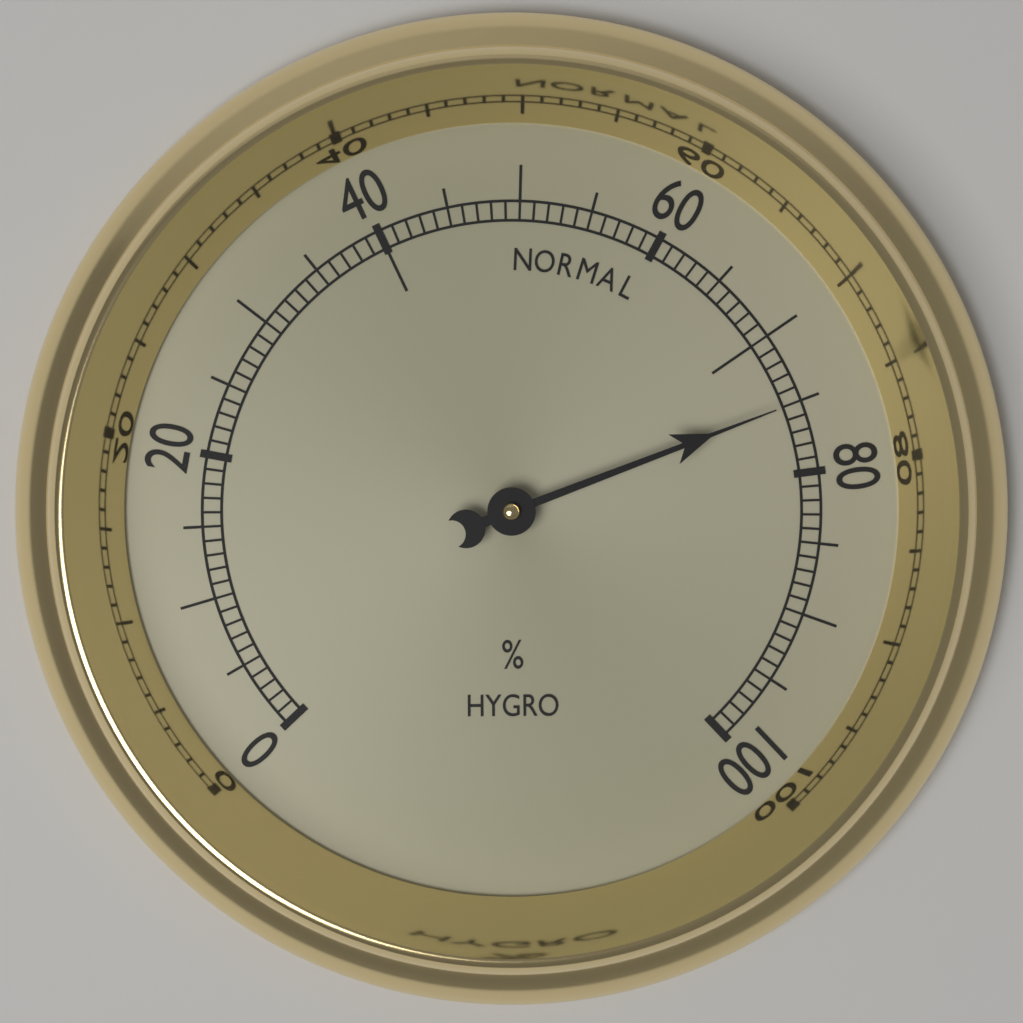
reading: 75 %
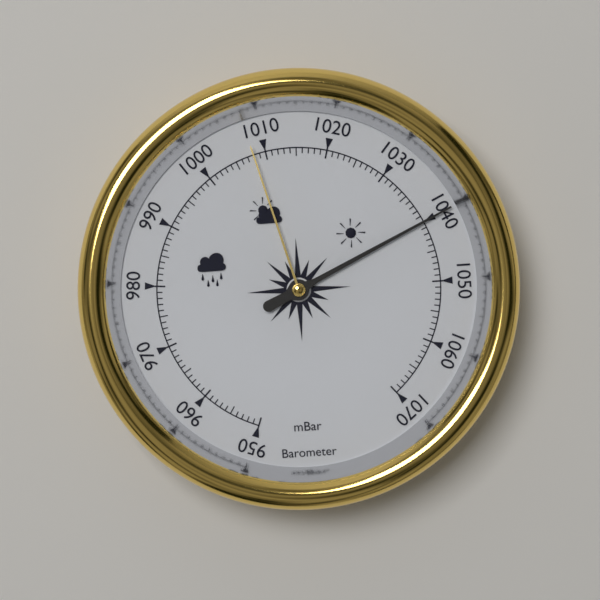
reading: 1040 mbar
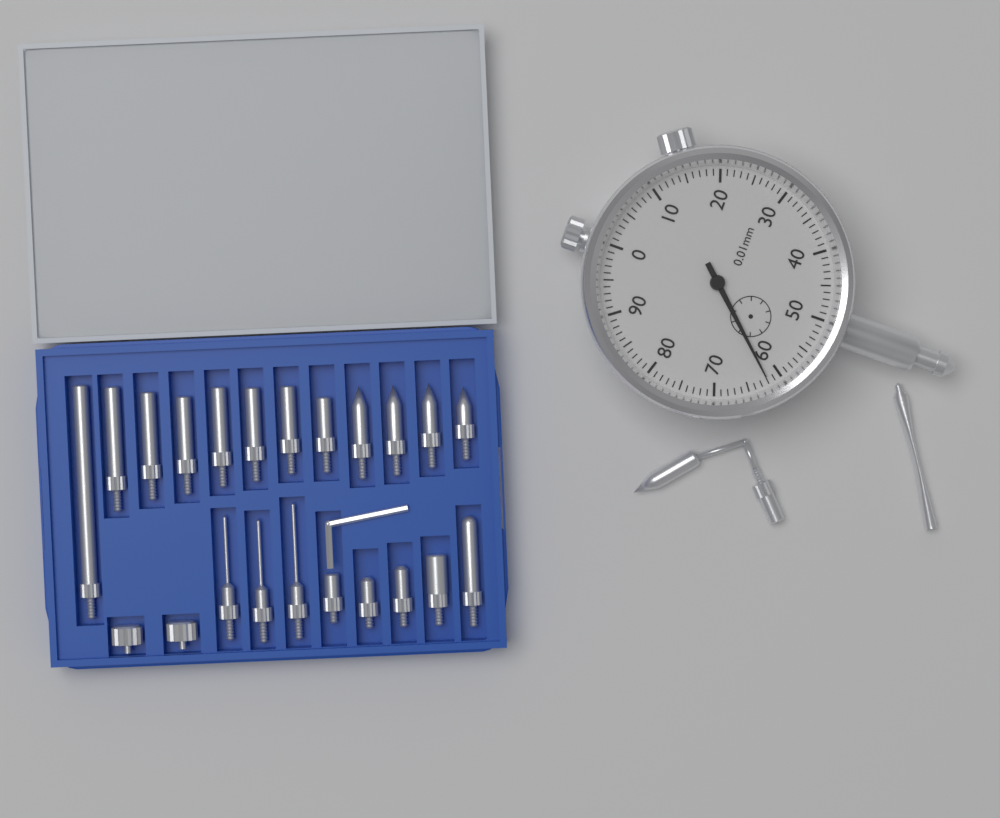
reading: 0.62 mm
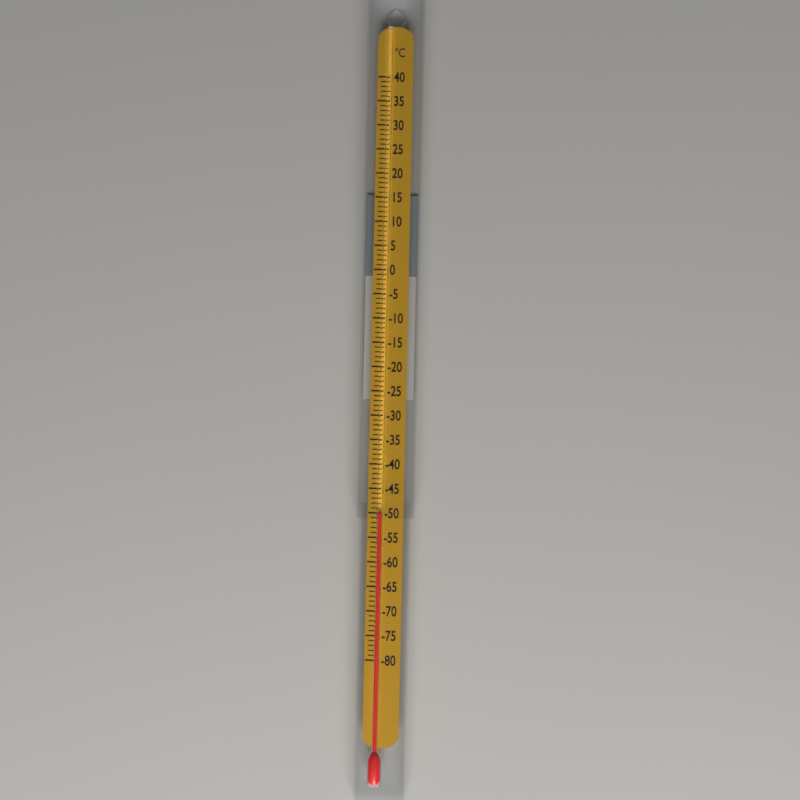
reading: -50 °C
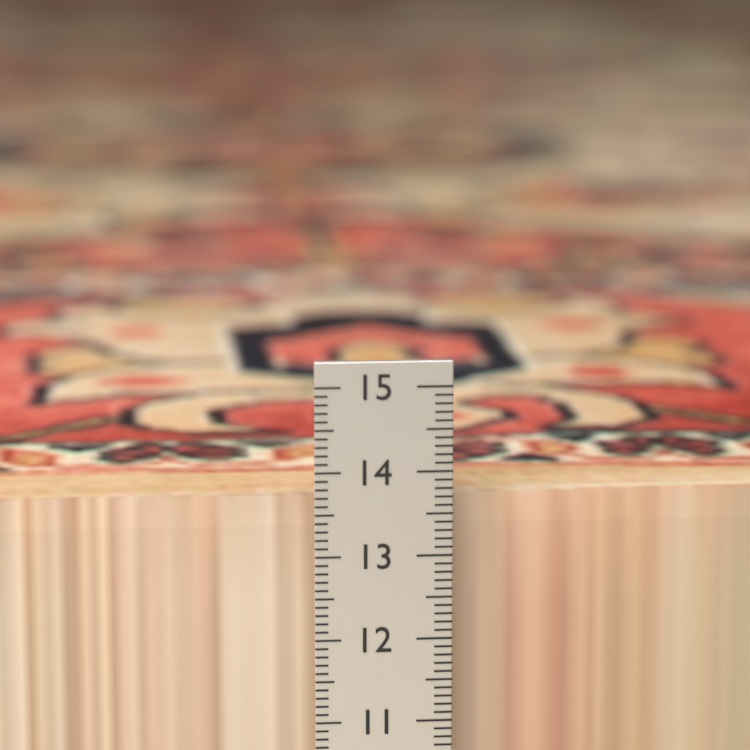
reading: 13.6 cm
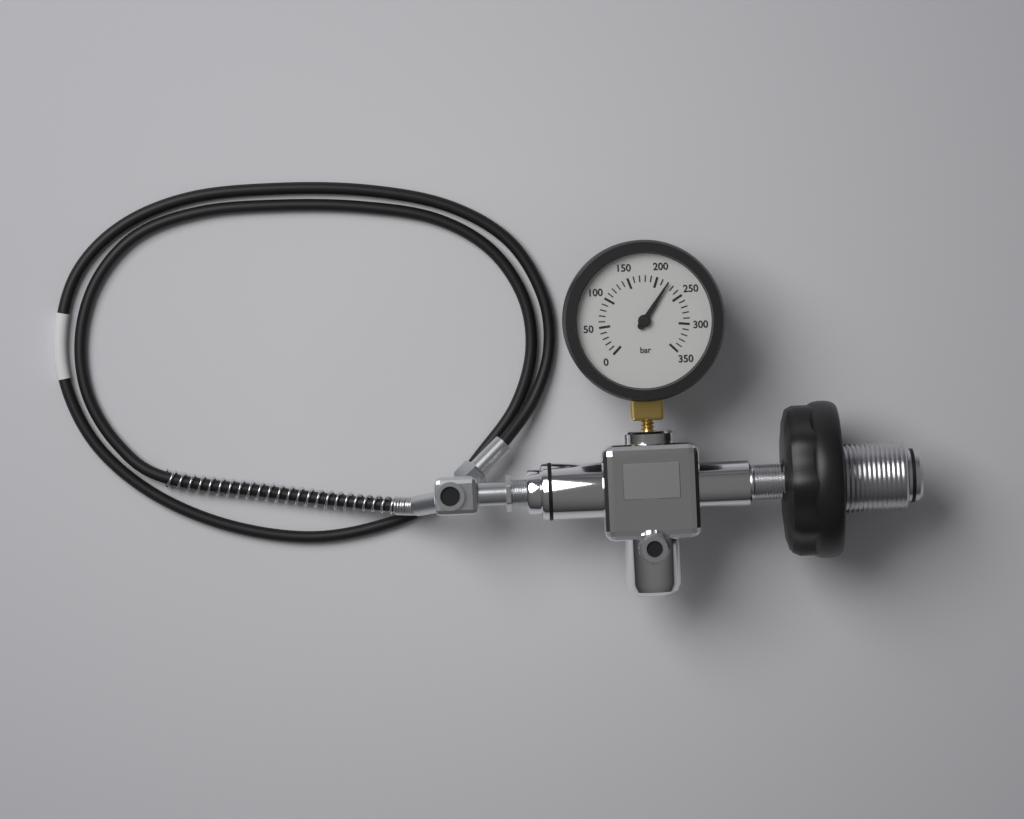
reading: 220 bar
******************************
◆ Problem statement
Keep each line of the records exactly as it is while transcribing them, but leave the images behind.

◆ Result of this task
reading: 75 %
reading: 1040 mbar
reading: 0.62 mm
reading: -50 °C
reading: 13.6 cm
reading: 220 bar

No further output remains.